If you combine this with the fact that each person has only two “slots” for each gene (one inherited maternally and one paternally), it becomes clear that much of the genetic information—the instructions on how to make one particular version of a human being—available in your lineage was lost in getting to you: Of the 256 sets of potentially unique genes available to you in your specific set of great-great-great-great-great-grandparents, you only retained two copies. And the further back you go, the less you are genetically related to any one individual; in fact, because inheritance is random, and you aren’t allotted an equal amount of genetic material from all of your ancestors, your distant ancestors may have no genetic link to you at all.

Yet, if any one of these individuals had made different choices, taken a different path, you would not exist. And if genetic connection is not the arbiter of ancestry that we consider it to be, then the other humans, the plants, the animals, and the places that shaped “our ancestors” are then just as much our ancestors as the humans we find in our family tree: All the choices had to be made just so for the current world, for us, to exist. If this is so, control, then, must be a myth—our path is determined by the way itself and what is encountered there, rather than our own two feet, and we are being shaped as much as we shape—even if we are unaware of it.
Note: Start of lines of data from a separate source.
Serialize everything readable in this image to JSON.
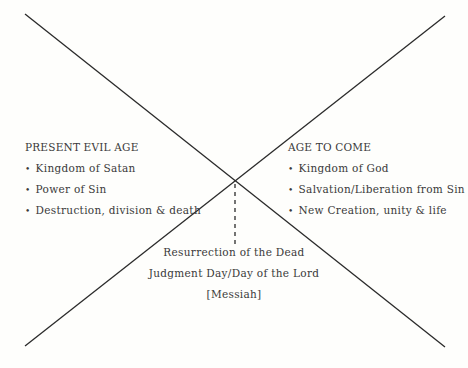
{
  "diagram": {
    "left": {
      "heading": "PRESENT EVIL AGE",
      "items": [
        "Kingdom of Satan",
        "Power of Sin",
        "Destruction, division & death"
      ]
    },
    "right": {
      "heading": "AGE TO COME",
      "items": [
        "Kingdom of God",
        "Salvation/Liberation from Sin",
        "New Creation, unity & life"
      ]
    },
    "bottom": {
      "lines": [
        "Resurrection of the Dead",
        "Judgment Day/Day of the Lord",
        "[Messiah]"
      ]
    },
    "colors": {
      "line": "#2a2a2a",
      "text": "#3a3a3a",
      "background": "#fefefc"
    }
  }
}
This also means that the places, plants, and animals that we invest our interactions in are as much the ancestors of far-future humanity as we may become.


September 23, 2017

Binding/Repair


By Amy Catherine Hulshoff & Adele Ardent Eden

Rio Grande Headwaters, CO
September 1, 2017


AAE: It is clear how much we are reliant on a chain of civilization to survive in these “wild” landscapes, even in those that are being used as playgrounds for city-living humans to go “out” and “get away from it all.” We have to bring our technologies with us to survive, our mass-produced food, shelter, and tools. A human hand on the landscape is never a singular hand; we are touching the land through the hands of others who have made our presence possible.


Still from “Binding/Repair” collaborative project by Amy Catherine Hulshoff & Adele Ardent Eden.



In my previous work, I’ve wanted to explore the complex systems that arise between individuals in relationship, and the ways that we balance a need for connection against a need for control. In this collaborative work with Amy Catherine Hulshoff, we explored a relationship between two humans and the ice formation that encloses and contributes to the stream that shapes Cunningham Gulch. We found ourselves working with similar materials, such as needle and red thread, but diverged in our goals and actions: She was looking at ways to repair the deteriorating ice, while I was looking for ways to break into it...


Still from “Binding/Repair” collaborative project by Amy Catherine Hulshoff & Adele Ardent Eden.


As we sewed ourselves together, and to the ice, for me, this became about the challenges of finding points of connection to the landscape and to my new community that were strong, without being too destructive, or too binding.

ACH: Working with Adele opened up a new channel of communication for my work, not only between myself and another person, but between myself and our materials. Working to cope with the surroundings at the headwaters worked best if I attempted to essentialize my arena. However, in pulling bits and pieces from the landscape I found myself left with mostly broken pieces of a much bigger system- specifically here in this work we had what was left of a small glacier like tract of snow bridging the stream near our campground. I felt the need then to attempt to "repair" or stitch back together the winter's detritus of snow, sticks, and stones. With Adele, sewing our hands together, and into the ice, showed me one of the many possible way to insert myself back into this system, rather than impose myself upon it. This small performance of repair and communion echoes a much larger attempt to form an equitable relationship with the environment. I think this begins with a type of communication that exists more in material and less within an understood notion of "language".